Should night exteriors be low key lighting?

Explanation:
Night exteriors often benefit from low-key lighting because it creates mood, texture, and depth when natural light is scarce. By using a strong, directional key and letting shadows do some of the work, you mimic real nighttime and guide the viewer’s eye to what matters—characters, actions, or narrative focus—while keeping the scene visually interesting. Practical light sources such as streetlights, neon signs, or lit windows give believable motivation for the lighting and help the scene feel authentic without washing everything out. But this isn’t a hard rule. Some moments require higher visibility so faces read clearly or safety and continuity demand it, especially in crowded or important dialogue scenes. In those cases, you add fill or diffusion, or rely on ambient or available light to ensure clarity and safety, even if that reduces contrast. The best approach is to tailor the lighting to the scene’s emotion, narrative needs, and practical constraints rather than adhering to a universal rule.

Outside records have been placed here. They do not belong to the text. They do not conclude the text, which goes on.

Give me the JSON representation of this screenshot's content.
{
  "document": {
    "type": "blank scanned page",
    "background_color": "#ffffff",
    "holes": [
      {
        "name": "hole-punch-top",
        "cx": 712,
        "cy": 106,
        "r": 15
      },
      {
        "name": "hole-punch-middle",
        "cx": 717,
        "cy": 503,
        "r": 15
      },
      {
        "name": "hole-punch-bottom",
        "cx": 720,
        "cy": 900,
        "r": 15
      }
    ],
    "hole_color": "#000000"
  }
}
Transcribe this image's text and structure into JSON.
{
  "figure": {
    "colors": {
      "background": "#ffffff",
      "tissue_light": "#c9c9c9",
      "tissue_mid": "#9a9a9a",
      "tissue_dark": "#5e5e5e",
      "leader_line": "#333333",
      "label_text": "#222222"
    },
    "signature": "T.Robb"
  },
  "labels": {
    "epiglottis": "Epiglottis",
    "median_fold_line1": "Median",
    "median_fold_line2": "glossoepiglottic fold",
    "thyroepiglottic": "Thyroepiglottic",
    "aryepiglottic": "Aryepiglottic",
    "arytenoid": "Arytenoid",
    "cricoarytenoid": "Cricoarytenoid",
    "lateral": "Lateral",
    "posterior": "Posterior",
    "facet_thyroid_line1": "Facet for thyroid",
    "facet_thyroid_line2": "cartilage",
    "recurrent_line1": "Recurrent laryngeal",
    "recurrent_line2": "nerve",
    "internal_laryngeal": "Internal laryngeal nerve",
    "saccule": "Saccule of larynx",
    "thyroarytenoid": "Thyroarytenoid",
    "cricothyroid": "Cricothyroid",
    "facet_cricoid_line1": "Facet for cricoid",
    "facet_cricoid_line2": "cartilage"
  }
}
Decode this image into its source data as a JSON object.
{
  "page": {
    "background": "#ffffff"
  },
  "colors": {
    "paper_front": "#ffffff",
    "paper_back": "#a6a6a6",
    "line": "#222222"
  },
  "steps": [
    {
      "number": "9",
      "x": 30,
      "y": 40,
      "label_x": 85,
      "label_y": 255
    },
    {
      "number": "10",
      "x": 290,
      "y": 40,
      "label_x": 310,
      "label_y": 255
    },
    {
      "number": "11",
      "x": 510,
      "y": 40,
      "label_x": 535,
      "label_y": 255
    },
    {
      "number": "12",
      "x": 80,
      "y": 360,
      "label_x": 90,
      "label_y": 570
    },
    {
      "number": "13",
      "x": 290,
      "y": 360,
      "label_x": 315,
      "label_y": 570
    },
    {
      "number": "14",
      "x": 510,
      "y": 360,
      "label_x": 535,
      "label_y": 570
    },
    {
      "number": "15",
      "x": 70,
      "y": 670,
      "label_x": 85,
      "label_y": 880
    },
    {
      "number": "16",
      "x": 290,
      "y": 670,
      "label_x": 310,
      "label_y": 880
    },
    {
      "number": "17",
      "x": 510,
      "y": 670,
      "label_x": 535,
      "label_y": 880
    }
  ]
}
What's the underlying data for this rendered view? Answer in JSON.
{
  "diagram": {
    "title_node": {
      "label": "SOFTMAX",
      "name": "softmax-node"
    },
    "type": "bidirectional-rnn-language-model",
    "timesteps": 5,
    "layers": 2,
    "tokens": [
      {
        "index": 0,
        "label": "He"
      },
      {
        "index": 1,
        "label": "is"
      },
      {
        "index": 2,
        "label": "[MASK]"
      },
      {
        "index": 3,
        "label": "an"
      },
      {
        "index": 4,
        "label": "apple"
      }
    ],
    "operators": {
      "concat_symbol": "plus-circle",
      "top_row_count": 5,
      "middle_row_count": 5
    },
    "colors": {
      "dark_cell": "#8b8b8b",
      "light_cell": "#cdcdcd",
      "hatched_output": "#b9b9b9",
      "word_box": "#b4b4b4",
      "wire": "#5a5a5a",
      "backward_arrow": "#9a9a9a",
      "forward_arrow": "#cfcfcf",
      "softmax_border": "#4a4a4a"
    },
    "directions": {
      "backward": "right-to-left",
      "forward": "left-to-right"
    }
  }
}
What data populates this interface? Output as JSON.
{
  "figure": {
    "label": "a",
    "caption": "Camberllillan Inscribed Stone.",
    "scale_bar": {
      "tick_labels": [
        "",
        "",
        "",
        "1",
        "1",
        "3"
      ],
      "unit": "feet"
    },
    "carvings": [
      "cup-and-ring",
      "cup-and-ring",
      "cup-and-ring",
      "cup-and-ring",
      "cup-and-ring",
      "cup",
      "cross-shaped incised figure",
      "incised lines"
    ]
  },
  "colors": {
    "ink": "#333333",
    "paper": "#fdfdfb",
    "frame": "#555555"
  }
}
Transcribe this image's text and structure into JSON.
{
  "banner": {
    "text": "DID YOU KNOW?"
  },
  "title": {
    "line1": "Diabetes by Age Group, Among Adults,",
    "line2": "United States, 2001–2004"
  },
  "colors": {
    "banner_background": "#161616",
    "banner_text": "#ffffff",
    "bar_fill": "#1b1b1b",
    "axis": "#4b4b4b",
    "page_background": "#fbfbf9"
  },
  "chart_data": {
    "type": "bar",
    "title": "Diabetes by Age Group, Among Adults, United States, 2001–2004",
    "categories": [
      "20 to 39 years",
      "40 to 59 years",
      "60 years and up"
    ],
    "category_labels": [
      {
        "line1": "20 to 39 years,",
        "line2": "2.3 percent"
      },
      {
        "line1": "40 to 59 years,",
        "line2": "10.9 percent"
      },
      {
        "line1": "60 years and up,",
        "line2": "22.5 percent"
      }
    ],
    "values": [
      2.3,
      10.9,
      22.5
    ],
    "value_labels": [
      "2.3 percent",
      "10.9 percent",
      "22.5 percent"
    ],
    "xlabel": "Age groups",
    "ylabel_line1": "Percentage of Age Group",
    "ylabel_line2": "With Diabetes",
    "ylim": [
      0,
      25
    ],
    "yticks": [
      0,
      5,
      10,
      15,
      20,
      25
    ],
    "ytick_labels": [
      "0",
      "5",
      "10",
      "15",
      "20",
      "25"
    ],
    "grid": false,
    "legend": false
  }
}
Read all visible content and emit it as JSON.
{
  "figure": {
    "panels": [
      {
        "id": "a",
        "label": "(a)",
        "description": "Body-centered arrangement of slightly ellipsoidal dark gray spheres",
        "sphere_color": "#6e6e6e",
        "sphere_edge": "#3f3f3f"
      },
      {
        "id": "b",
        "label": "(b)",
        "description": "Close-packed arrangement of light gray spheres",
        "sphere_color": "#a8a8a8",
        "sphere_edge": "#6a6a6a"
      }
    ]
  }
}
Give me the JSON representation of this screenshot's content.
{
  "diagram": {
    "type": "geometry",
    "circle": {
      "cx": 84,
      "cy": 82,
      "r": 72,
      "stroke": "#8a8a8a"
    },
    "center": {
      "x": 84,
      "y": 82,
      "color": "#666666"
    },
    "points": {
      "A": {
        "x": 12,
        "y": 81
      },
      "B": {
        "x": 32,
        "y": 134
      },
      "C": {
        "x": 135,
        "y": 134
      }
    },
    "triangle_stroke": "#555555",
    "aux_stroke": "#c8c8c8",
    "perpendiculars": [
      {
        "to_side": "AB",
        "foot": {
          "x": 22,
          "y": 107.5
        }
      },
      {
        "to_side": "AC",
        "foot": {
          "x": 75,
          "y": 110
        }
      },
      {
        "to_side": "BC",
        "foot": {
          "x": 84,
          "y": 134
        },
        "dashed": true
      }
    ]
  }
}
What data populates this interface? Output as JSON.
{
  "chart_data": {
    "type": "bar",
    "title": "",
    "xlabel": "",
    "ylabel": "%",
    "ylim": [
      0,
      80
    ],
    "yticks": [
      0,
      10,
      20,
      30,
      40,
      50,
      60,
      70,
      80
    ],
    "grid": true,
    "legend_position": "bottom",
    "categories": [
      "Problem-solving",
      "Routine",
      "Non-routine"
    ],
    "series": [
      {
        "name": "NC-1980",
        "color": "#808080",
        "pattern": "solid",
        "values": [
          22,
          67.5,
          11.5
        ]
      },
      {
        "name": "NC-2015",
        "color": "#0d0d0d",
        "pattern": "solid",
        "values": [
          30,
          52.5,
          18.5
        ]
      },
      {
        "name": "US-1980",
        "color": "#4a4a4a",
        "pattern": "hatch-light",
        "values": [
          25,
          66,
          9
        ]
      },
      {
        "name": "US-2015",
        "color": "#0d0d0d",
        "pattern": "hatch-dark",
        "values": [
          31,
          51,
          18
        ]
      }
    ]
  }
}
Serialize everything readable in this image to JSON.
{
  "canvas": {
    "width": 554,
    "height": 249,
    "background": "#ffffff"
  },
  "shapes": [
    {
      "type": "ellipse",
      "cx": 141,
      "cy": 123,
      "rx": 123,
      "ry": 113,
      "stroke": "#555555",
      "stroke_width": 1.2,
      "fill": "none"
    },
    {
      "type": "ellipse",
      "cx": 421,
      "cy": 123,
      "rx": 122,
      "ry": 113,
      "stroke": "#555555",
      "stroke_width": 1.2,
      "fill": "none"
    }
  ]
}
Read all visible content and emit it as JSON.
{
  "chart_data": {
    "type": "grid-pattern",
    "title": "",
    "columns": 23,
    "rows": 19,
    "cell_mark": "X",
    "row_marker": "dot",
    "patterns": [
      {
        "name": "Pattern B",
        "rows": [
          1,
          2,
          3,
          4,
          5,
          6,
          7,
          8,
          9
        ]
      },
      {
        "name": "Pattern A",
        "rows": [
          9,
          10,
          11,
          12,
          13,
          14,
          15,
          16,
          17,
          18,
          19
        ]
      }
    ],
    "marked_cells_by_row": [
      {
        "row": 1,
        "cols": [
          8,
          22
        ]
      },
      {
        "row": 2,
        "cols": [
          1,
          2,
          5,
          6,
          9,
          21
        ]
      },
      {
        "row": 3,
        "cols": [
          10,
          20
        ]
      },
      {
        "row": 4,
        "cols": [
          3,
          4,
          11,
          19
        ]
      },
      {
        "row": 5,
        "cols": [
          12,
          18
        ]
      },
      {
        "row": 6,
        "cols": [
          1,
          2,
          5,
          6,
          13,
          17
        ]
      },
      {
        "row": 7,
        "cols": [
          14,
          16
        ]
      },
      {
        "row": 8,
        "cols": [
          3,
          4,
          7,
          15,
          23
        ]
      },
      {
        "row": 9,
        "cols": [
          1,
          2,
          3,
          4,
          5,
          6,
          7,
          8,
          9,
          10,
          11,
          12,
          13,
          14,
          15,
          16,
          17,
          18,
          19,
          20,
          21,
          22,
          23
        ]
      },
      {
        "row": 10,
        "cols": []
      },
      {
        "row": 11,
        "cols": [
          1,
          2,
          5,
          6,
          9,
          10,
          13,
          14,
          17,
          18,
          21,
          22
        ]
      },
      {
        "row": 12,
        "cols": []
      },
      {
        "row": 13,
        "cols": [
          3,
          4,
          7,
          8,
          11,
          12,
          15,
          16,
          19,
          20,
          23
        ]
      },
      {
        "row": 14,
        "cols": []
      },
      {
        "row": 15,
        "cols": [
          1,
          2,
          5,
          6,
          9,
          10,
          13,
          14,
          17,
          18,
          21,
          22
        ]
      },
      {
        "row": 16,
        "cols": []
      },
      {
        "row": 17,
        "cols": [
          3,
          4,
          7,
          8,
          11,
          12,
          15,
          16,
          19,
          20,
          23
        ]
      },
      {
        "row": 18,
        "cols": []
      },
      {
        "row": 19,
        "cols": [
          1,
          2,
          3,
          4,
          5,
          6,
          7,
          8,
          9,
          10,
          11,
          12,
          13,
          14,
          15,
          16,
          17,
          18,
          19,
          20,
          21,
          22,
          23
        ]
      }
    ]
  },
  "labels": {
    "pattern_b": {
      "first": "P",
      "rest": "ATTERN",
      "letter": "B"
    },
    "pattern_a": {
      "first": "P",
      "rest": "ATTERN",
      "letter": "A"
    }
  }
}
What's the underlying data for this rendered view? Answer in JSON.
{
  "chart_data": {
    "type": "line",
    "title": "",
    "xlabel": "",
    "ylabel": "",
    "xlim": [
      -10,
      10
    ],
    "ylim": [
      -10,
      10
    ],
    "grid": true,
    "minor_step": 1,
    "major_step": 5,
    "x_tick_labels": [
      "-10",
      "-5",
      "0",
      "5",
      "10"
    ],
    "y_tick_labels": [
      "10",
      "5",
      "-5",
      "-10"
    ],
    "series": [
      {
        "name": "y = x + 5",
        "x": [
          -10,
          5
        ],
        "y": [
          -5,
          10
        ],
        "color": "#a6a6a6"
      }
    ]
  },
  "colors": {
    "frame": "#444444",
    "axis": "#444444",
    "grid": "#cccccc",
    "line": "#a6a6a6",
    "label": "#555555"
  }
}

Night exteriors often benefit from low-key lighting because it creates mood, texture, and depth when natural light is scarce. By using a strong, directional key and letting shadows do some of the work, you mimic real nighttime and guide the viewer’s eye to what matters—characters, actions, or narrative focus—while keeping the scene visually interesting. Practical light sources such as streetlights, neon signs, or lit windows give believable motivation for the lighting and help the scene feel authentic without washing everything out.

But this isn’t a hard rule. Some moments require higher visibility so faces read clearly or safety and continuity demand it, especially in crowded or important dialogue scenes. In those cases, you add fill or diffusion, or rely on ambient or available light to ensure clarity and safety, even if that reduces contrast. The best approach is to tailor the lighting to the scene’s emotion, narrative needs, and practical constraints rather than adhering to a universal rule.